I get/have to spend all of this week with my children. At the moment, I’m at the first option, because they’re being pretty cool. By the end of the week, when we’re all bored of each other’s company, it will lean more toward the latter, I’m sure. I’ve managed to organise my workload so I can take pretty much the whole week off (I’m shipping them off to my parents’ house tomorrow so I can get some admin things done), and hopefully we’re going to have lots of fun. (And I mean actual fun, not the usual me-sitting-on-the-couch-on-Twitter-while-they-play-Minecraft fun.)
One of the most challenging things about being a parent (I’m being careful not to say “mum” here, because I don’t want to be sexist and exclusive, but let’s face it, most of this still falls to mums) is working around school, or the lack of it. I thought childcare was a problem when they were smaller, but now I look back with ridiculous fondness on the days I could just chuck them in nursery at 8.30 and leave them there until 6. Now, not only are there the shorter school hours to contend with, there are school assemblies, meetings, “Mam, I forgot my guitar! Can you bring it in?” phone calls, and of course, the are-they-aren’t-they-ill-enough-to-stay-off-school days.
When you work outside the home, some of these decisions are, to a certain extent, taken out of your hands. My children would often claim illness on a day when I had important meetings, so I would tell them they had to try school and that I would pick them up if I had to. I invariably felt a huge amount of guilt over this (although the fact that I rarely had to then actually go and get them helped) but it had to be done. Sometimes school meetings and assemblies had to be missed, and if one of them left something at home, tough. When you work at home, you can, in theory, take care of all these situations, and because you can, you feel like you should, and so you do. And then you often end up frazzled from trying to DO ALL THE THINGS.
When I started writing the first draft of this post, I was at the end of a week that seemed to be determined to prove how tough life as a work-at-home mum could be. There was a meeting about SATs for my Y6 child, which I felt I should go to, even though I don’t really care about the SATs or how well she does in them at all (in an anti-pointless-testing way, not in an unengaged-parent way, I hasten to add). My neighbours ordered about a billion parcels that I took in for them, so I kept having to get up to answer the door. (I swear the postman doesn’t even bother trying their houses anymore and just comes straight to me.) On the Thursday, my younger daughter threw up at school, so I had to go and collect her, then scrabble around for someone to collect the elder one so I didn’t have to drag the sick one back out again.
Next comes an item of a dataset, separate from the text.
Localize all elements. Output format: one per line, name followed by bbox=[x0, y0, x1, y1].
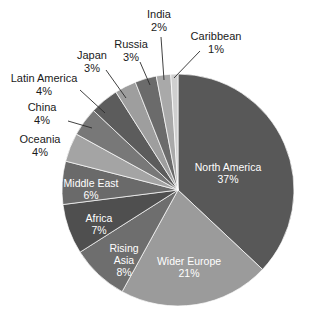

Then, because of the 48-hour exclusion policy, I took the no-longer-sick-in-any-way younger one to my parents’ the next day in the hope of getting some work done. So of course school rang me at lunchtime to come and get the other one. And in amongst all of this, my work still needed to be done. There are no colleagues to pick up the slack when you’re freelance, just you and your creeping-ever-closer deadline.
But I’m hoping this week will show the other side of the freelance parenting coin (that’s being a parent who’s freelance, not offering freelance parenting services. That’s a business idea for another time). I don’t have to pay for any childcare while my children are off school. I have been able to negotiate my own deadlines and take this week off, and if anything comes up that I really have to deal with, I can do bits and pieces while they watch some thing about a ladybird superhero on Netflix or after they’re in bed.
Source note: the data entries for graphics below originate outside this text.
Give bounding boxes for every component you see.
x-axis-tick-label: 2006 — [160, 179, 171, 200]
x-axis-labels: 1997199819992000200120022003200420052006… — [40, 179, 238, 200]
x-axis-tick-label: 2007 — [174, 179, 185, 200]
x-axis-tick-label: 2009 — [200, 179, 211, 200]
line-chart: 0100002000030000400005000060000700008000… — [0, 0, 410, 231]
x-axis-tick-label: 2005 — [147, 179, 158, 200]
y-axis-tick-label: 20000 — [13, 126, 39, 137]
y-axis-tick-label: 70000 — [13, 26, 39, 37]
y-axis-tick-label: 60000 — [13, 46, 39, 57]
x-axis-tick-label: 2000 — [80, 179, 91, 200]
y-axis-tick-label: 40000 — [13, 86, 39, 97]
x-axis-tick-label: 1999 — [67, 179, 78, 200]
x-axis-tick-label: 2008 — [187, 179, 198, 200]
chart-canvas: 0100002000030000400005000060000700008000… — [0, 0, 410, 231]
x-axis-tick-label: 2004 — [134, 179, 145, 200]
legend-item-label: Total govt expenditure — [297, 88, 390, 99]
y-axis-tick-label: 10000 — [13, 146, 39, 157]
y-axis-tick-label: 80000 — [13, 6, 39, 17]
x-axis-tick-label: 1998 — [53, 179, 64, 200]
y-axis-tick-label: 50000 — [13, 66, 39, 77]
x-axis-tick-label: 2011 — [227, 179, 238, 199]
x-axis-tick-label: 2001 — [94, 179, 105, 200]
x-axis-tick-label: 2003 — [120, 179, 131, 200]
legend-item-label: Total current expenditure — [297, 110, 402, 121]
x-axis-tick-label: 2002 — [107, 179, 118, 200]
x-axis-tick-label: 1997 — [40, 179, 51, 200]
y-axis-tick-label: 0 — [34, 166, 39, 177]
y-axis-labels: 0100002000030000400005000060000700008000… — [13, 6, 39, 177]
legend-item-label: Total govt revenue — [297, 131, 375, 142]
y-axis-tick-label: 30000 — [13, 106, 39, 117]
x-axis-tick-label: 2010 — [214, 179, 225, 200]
I’m lucky I’ve been able to do that for these holidays. It doesn’t always work out that way. And when it doesn’t, as I’ve mentioned before, I get guilt. I’ve got pretty good at protecting my family time from work – out of necessity if nothing else. But I’m less good at protecting my work time from … I was about to say my family, but that sounds terrible, doesn’t it?
Ah, fuck it. I need to be better at protecting my work time from my family. Working outside the home puts a barrier around your work time. Sometimes things barge their way through it, but in general it stays intact. When you work at home, that barrier is mental, and it only exists if you put it there and refuse to apologise for it. So this week, I will not apologise for my day off from parenting. I might not have any paid work to do, but the admin of a business is never-ending, so tomorrow I will see my admin day as something necessary and valuable. I might even enjoy it. There’ll be spreadsheets, after all.